SCIENTIST | HUMANITARIAN | COMMUNICATOR

“The greatest source of pain is not knowing whether he is alive or not.”

One of the families of missing migrants in Zimbabwe, 

“‘All I Want Is to Know’: Testimonies of the Families of Missing Migrants in Zimbabwe”, International Review of the Red Cross, Vol. 99, No. 904, 2018, p. 15.

Every day, people go missing, leaving their loved ones without news and with the pain of living in uncertainty about their fate, unable to heal. People can go missing under normal circumstances or even amidst conflict and violence, during disasters, displacement or migration.
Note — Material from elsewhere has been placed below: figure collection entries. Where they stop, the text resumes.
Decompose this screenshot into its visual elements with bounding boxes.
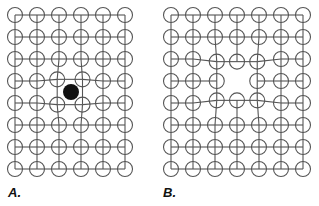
lattice-diagram bbox=[0, 0, 319, 206]
panel-a-label: A. bbox=[8, 185, 21, 200]
impurity-atom bbox=[63, 84, 79, 100]
panel-b-label: B. bbox=[163, 185, 176, 200]
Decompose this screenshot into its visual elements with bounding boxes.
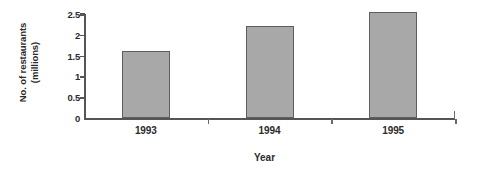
x-axis-tick-mark [208,119,210,124]
y-axis-tick-mark [80,76,84,78]
x-axis-tick-label: 1993 [106,125,186,136]
x-axis-tick-mark [455,119,457,124]
y-axis-tick-mark [80,35,84,37]
bar-chart: No. of restaurants (millions) 00.511.522… [0,0,477,180]
bar-1994 [246,26,294,118]
y-axis-tick-mark [80,97,84,99]
x-axis-tick-label: 1995 [353,125,433,136]
bar-1995 [369,12,417,118]
x-axis-tick-label: 1994 [230,125,310,136]
x-axis-title: Year [0,152,477,163]
y-axis-tick-mark [80,56,84,58]
x-axis-title-label: Year [254,152,275,163]
y-axis-tick-mark [80,14,84,16]
bar-1993 [122,51,170,118]
x-axis-tick-mark [331,119,333,124]
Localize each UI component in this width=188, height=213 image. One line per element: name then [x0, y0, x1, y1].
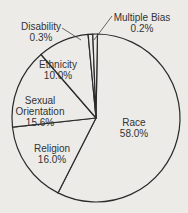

Long after they go missing, the conflict or disasters are over and society begins to rebuild upon the ruins, the loved ones continue to suffer without news of their person - the last open wound.

 

They are plagued with questions; "Where is my child?  Did they suffer when they died? Will they ever come back?" For the loved ones they carry hope that their person will return. Any sign of life or every piece of information can become an obsession – the suffering is acute and haunting. Until answers come, the loved ones will carry the burden of suffering and grief with them throughout their lives and to their graves, holding onto the hope that they will one day be reunited. I believe that everyone deserves to be returned to and mourned by their loved ones

When someone is reported missing, or a person is found (living or deceased), this launches an investigation into where the missing person is or who is this person we have found. This investigation is a part of the Identification Process, and is a multidisciplinary and multi-stage interconnected process that compares information about the missing person (including the circumstances of their disappearance and biological and personal information) with similar data collected from the found person or body to legally and scientifically identify an individual – essentially to “give them back their name and return them to their loved ones”.